THE RECORDS:
§ §

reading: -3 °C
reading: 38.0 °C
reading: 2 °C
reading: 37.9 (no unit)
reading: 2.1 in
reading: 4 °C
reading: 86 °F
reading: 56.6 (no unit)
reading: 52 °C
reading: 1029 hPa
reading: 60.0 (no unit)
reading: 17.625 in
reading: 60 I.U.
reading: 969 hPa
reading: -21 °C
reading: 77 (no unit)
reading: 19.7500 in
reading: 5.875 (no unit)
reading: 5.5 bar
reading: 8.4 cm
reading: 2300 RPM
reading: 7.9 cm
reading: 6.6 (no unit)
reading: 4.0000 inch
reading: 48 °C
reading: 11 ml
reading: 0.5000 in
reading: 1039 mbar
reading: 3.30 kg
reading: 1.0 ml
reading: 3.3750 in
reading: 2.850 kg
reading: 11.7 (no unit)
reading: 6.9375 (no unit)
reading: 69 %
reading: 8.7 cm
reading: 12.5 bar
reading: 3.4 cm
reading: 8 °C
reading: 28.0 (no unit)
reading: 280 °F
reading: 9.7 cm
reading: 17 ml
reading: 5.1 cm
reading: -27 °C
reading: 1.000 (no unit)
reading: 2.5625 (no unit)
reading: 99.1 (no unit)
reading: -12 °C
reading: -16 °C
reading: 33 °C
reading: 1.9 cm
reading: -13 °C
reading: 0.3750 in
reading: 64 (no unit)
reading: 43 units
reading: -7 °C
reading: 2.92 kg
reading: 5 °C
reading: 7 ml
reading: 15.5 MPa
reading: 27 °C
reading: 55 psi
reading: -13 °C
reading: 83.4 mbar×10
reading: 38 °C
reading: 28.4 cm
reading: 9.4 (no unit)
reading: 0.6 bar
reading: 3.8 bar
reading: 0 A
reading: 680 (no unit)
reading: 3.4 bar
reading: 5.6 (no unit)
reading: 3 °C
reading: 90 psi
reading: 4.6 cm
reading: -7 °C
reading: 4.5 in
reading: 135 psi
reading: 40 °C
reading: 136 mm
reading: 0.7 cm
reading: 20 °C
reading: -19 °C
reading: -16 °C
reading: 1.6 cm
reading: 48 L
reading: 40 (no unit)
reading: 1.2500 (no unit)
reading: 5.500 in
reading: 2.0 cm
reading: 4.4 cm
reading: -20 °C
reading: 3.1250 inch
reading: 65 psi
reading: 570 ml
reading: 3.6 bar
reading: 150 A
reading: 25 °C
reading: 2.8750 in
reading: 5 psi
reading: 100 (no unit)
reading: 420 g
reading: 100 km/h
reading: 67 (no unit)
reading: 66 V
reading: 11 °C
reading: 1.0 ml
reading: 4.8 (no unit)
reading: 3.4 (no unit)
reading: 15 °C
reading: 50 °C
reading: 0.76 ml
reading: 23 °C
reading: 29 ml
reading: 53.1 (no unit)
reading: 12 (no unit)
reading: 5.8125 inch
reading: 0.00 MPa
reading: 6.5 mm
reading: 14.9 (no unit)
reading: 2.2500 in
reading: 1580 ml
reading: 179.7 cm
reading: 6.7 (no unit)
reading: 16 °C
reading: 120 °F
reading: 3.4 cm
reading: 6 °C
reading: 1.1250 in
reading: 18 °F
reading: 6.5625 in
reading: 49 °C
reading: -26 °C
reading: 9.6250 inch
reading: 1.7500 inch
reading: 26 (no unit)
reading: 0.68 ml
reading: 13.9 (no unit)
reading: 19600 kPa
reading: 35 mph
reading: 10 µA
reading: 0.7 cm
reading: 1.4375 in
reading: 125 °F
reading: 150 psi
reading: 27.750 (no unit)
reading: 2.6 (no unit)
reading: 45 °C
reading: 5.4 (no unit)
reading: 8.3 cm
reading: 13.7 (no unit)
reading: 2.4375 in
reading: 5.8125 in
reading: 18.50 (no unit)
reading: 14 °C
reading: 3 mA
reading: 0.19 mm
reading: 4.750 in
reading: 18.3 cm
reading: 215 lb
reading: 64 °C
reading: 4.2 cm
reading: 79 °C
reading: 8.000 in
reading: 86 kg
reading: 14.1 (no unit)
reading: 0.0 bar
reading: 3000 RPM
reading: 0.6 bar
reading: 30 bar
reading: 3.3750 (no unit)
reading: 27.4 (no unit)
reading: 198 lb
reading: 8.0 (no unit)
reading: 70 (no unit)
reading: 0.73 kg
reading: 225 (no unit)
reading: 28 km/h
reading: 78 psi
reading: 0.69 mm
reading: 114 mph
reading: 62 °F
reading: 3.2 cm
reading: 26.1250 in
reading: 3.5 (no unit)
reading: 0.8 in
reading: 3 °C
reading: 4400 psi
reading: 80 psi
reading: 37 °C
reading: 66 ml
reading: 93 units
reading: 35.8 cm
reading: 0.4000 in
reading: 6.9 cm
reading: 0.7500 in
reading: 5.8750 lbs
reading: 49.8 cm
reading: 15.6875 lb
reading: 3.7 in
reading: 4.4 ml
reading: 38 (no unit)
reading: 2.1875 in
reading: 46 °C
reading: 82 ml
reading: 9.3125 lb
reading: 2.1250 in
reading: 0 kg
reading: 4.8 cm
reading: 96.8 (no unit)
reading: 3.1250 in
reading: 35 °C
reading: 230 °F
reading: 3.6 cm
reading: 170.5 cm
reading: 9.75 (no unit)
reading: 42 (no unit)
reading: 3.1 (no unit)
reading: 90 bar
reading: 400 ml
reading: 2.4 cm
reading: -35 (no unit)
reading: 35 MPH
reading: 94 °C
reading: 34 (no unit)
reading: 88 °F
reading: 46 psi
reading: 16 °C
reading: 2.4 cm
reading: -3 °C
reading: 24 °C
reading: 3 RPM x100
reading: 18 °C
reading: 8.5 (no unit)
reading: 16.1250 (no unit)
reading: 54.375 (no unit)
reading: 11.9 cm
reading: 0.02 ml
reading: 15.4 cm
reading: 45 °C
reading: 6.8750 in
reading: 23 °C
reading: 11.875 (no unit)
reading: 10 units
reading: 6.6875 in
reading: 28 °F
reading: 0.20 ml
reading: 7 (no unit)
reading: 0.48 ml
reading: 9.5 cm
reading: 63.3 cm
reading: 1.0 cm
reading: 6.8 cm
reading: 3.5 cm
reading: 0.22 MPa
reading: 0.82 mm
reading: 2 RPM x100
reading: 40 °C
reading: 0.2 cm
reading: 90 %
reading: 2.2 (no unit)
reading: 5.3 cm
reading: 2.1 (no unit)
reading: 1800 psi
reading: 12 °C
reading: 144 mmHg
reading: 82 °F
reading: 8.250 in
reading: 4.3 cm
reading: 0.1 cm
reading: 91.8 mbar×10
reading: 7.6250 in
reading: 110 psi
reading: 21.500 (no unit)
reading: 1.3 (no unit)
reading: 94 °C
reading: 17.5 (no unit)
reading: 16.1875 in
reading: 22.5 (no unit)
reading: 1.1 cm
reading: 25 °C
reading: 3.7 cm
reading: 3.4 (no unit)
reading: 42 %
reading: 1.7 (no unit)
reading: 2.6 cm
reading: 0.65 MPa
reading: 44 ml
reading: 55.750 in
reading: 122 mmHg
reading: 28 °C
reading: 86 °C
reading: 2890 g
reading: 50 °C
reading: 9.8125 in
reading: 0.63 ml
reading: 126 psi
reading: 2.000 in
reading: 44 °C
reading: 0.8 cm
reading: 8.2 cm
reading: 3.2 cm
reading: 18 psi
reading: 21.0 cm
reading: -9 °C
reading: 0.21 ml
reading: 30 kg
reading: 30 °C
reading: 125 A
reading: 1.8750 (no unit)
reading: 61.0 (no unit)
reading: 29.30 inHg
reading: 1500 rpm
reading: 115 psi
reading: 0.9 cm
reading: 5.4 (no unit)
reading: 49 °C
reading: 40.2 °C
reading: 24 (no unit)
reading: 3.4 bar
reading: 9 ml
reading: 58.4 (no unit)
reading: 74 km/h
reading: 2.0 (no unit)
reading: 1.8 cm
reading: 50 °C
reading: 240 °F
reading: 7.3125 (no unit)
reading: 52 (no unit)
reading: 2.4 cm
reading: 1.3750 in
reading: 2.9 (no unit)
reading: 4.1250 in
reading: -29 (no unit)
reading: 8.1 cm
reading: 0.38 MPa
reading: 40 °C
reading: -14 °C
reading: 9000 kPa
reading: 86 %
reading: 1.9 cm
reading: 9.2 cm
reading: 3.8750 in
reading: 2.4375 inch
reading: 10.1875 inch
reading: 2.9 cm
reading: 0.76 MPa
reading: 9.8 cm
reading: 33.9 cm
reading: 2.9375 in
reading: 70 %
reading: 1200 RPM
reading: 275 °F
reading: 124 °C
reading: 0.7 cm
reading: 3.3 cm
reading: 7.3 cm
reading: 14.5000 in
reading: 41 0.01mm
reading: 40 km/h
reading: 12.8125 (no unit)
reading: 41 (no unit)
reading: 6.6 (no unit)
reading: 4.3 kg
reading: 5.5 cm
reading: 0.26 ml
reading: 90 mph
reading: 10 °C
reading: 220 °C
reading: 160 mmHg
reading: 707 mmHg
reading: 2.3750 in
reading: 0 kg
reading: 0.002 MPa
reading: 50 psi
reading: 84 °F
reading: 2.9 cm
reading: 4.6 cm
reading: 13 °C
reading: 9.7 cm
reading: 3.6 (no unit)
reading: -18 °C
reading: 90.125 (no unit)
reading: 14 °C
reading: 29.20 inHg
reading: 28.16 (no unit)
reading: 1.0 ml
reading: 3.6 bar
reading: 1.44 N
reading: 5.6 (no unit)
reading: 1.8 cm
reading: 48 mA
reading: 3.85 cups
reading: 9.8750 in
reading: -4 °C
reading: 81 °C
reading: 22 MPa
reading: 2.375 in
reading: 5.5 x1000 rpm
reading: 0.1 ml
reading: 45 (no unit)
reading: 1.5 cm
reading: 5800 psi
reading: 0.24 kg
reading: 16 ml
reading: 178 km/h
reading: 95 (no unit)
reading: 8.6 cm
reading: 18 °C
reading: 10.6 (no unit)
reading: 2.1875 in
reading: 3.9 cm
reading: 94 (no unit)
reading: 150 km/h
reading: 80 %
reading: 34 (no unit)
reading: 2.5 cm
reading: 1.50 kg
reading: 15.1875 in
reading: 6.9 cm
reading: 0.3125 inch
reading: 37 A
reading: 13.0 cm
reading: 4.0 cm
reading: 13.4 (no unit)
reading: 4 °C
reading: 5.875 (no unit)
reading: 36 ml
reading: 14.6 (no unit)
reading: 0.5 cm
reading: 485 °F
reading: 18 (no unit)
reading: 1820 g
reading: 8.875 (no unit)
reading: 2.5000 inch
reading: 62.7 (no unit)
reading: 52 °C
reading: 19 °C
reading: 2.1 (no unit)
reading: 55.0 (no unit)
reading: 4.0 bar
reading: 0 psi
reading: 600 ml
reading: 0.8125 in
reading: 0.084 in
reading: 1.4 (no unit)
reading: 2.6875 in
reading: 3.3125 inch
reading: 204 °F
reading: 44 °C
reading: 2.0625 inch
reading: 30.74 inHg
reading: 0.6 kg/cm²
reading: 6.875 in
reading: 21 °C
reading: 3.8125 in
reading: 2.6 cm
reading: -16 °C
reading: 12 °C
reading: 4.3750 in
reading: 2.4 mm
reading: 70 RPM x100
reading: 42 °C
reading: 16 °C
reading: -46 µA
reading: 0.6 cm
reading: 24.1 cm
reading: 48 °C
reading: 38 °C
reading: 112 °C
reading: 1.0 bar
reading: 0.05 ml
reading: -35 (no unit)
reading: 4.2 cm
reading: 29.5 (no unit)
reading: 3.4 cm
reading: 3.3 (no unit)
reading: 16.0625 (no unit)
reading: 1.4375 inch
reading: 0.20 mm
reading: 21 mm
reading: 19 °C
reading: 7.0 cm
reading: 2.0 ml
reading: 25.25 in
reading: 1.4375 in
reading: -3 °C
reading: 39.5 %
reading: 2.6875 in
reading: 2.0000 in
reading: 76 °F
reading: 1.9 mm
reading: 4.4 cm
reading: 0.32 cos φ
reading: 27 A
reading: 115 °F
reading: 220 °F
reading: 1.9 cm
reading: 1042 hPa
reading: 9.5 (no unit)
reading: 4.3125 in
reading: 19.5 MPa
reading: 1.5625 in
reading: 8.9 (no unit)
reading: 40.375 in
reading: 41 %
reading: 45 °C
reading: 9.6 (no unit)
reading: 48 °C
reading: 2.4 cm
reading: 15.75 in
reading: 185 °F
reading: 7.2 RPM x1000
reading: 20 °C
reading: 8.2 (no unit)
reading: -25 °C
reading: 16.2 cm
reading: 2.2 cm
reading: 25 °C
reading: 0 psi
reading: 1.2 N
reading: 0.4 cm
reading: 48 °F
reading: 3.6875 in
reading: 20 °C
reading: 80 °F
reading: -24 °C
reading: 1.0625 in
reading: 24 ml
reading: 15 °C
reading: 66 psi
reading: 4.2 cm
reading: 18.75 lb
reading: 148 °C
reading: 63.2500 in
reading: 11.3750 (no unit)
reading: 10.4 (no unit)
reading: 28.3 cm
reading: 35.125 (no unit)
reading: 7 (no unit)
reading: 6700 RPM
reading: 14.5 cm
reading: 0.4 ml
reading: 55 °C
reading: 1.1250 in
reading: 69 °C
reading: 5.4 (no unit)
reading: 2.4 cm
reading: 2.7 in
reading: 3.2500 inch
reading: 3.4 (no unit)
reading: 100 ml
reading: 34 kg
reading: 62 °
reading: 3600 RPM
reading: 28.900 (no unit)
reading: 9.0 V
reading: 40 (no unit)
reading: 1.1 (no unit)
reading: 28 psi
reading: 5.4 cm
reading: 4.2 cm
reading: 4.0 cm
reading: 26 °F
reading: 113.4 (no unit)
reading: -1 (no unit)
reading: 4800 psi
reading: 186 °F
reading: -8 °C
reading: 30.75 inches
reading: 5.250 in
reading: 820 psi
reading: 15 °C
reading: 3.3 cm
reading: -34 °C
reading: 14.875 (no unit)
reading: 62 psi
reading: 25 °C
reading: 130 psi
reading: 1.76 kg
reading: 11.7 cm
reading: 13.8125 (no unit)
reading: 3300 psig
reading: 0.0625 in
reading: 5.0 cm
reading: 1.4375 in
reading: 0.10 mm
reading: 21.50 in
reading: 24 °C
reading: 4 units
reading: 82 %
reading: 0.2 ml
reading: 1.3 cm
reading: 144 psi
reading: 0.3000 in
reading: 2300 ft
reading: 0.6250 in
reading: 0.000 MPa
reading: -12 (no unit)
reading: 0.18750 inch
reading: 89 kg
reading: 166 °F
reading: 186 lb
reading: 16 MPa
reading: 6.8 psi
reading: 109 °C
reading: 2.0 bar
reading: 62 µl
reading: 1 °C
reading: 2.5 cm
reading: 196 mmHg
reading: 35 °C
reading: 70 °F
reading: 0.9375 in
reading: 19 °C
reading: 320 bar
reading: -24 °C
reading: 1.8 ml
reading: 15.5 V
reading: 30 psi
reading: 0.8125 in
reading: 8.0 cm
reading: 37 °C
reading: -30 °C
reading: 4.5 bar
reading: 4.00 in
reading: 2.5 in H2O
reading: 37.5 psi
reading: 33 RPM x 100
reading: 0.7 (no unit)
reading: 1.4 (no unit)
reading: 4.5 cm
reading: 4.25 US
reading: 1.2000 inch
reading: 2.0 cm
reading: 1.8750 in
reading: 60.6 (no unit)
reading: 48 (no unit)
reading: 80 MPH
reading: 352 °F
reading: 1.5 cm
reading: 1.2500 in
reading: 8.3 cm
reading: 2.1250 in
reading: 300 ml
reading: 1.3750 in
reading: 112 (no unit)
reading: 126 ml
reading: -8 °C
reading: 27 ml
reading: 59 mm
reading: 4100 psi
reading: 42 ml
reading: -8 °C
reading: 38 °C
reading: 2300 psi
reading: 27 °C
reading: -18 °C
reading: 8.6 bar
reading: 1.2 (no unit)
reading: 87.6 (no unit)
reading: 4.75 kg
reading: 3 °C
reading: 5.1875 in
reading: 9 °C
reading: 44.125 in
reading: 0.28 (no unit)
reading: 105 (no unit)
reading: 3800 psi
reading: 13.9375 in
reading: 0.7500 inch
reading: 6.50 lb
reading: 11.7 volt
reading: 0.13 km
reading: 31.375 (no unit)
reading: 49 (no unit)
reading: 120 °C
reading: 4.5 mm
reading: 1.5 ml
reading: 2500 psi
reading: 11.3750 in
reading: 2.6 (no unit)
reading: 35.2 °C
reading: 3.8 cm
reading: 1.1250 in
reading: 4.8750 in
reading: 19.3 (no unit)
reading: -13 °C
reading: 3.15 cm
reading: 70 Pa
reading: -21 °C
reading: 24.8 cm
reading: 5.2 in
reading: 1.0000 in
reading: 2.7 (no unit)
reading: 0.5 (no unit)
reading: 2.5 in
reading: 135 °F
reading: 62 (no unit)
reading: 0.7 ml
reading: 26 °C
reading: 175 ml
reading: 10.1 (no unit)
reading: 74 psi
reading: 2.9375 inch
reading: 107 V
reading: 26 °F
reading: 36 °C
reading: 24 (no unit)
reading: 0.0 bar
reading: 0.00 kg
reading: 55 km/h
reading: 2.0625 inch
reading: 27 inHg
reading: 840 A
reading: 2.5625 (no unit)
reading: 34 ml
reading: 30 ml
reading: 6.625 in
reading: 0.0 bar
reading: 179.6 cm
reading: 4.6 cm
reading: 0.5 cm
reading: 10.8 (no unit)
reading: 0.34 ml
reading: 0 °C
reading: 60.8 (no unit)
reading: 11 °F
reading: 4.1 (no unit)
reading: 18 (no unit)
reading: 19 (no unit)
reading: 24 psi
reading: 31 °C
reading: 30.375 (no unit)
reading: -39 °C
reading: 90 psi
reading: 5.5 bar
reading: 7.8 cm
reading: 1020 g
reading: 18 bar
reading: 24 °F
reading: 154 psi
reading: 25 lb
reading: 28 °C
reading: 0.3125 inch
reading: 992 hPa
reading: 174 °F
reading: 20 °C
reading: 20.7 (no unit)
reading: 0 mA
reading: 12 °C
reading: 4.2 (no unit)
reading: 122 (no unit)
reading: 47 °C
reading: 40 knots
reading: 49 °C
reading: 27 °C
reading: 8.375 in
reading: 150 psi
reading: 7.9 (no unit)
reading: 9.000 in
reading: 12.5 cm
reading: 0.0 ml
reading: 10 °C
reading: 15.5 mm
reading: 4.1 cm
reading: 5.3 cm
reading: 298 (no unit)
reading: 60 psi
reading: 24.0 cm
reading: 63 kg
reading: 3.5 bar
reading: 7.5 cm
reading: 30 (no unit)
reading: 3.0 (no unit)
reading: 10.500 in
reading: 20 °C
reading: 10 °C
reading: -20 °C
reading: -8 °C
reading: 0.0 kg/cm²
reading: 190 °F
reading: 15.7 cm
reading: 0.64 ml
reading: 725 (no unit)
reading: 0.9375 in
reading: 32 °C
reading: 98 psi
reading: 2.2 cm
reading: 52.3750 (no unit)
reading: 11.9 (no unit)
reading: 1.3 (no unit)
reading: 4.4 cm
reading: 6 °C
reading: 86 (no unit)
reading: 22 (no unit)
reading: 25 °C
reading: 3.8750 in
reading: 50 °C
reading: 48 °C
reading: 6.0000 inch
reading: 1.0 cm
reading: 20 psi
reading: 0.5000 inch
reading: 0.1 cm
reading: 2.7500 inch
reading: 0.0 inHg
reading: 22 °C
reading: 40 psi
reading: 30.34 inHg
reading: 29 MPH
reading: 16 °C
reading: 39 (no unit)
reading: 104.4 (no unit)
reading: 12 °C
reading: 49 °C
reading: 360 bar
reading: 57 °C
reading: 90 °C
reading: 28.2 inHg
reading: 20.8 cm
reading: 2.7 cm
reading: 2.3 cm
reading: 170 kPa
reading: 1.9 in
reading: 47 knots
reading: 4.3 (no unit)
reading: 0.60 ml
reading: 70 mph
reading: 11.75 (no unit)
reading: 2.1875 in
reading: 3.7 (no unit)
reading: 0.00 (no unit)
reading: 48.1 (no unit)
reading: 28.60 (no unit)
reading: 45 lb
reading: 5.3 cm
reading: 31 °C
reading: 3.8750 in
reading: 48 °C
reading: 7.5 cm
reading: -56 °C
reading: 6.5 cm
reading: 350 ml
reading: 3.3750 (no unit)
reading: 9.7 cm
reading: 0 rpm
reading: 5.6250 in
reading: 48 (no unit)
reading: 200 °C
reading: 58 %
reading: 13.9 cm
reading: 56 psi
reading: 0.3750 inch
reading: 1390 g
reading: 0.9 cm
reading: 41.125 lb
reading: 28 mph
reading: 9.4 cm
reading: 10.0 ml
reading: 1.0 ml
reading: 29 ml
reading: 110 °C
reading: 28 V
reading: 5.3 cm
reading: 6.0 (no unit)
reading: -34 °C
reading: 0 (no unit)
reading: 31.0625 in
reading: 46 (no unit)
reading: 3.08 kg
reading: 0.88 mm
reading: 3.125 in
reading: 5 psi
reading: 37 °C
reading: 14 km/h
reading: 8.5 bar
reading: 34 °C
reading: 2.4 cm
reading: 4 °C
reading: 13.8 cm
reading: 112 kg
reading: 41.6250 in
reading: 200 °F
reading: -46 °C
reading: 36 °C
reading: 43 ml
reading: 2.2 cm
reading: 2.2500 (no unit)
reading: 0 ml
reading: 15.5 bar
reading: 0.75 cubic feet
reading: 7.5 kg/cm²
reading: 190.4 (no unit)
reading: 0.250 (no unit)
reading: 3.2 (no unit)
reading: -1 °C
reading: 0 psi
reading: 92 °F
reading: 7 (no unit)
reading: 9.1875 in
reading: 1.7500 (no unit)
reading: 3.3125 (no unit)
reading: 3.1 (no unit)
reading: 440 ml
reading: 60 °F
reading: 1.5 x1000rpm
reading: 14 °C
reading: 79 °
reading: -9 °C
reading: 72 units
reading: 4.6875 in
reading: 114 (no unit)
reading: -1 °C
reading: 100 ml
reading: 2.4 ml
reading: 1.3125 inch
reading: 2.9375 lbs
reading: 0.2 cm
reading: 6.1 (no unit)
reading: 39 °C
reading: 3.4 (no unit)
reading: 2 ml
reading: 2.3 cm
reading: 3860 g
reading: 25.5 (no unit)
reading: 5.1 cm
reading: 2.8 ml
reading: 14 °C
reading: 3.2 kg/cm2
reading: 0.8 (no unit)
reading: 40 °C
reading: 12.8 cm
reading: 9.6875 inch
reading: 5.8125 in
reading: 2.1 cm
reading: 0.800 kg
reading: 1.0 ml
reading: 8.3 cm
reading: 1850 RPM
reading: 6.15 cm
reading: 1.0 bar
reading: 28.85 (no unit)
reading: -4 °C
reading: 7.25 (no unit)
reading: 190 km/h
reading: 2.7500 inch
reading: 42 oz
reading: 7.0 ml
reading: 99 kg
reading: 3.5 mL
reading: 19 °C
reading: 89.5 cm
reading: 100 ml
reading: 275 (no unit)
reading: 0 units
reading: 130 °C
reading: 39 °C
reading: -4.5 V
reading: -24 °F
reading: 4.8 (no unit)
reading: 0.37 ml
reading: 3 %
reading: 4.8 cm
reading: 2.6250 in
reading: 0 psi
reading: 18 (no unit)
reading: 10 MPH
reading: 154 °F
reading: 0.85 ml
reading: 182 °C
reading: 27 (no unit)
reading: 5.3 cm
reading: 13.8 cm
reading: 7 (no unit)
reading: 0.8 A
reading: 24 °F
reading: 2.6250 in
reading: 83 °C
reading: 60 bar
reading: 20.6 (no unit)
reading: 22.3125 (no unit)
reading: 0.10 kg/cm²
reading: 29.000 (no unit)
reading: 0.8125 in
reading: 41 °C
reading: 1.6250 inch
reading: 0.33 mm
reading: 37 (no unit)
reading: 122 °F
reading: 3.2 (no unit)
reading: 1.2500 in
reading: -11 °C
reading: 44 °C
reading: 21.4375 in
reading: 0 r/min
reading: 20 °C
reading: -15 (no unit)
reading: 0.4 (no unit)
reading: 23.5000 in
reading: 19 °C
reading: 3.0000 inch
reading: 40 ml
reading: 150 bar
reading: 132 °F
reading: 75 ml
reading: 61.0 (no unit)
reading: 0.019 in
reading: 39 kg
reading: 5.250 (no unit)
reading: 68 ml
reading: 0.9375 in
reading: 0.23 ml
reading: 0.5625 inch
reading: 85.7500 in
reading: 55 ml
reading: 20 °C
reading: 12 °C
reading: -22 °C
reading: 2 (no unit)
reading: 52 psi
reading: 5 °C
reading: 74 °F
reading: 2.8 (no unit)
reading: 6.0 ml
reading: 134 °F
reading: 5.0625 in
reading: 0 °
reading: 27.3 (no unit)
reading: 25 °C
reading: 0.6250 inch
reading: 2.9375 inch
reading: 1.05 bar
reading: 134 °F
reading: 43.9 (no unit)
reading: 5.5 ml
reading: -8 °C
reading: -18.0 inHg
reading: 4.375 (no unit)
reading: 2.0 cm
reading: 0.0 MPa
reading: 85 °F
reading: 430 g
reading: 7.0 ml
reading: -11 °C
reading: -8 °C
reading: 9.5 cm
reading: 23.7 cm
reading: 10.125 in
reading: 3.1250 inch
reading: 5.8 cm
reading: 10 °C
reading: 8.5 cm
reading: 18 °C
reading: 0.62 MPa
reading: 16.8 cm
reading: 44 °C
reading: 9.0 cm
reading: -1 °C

§ §

EXERCISE INSTRUCTIONS:
Take the lines from the top of the data through the one that contains "reading: 280 °F" and copy them exactly, leaving out every line after it.

WRITTEN SOLUTION:
reading: -3 °C
reading: 38.0 °C
reading: 2 °C
reading: 37.9 (no unit)
reading: 2.1 in
reading: 4 °C
reading: 86 °F
reading: 56.6 (no unit)
reading: 52 °C
reading: 1029 hPa
reading: 60.0 (no unit)
reading: 17.625 in
reading: 60 I.U.
reading: 969 hPa
reading: -21 °C
reading: 77 (no unit)
reading: 19.7500 in
reading: 5.875 (no unit)
reading: 5.5 bar
reading: 8.4 cm
reading: 2300 RPM
reading: 7.9 cm
reading: 6.6 (no unit)
reading: 4.0000 inch
reading: 48 °C
reading: 11 ml
reading: 0.5000 in
reading: 1039 mbar
reading: 3.30 kg
reading: 1.0 ml
reading: 3.3750 in
reading: 2.850 kg
reading: 11.7 (no unit)
reading: 6.9375 (no unit)
reading: 69 %
reading: 8.7 cm
reading: 12.5 bar
reading: 3.4 cm
reading: 8 °C
reading: 28.0 (no unit)
reading: 280 °F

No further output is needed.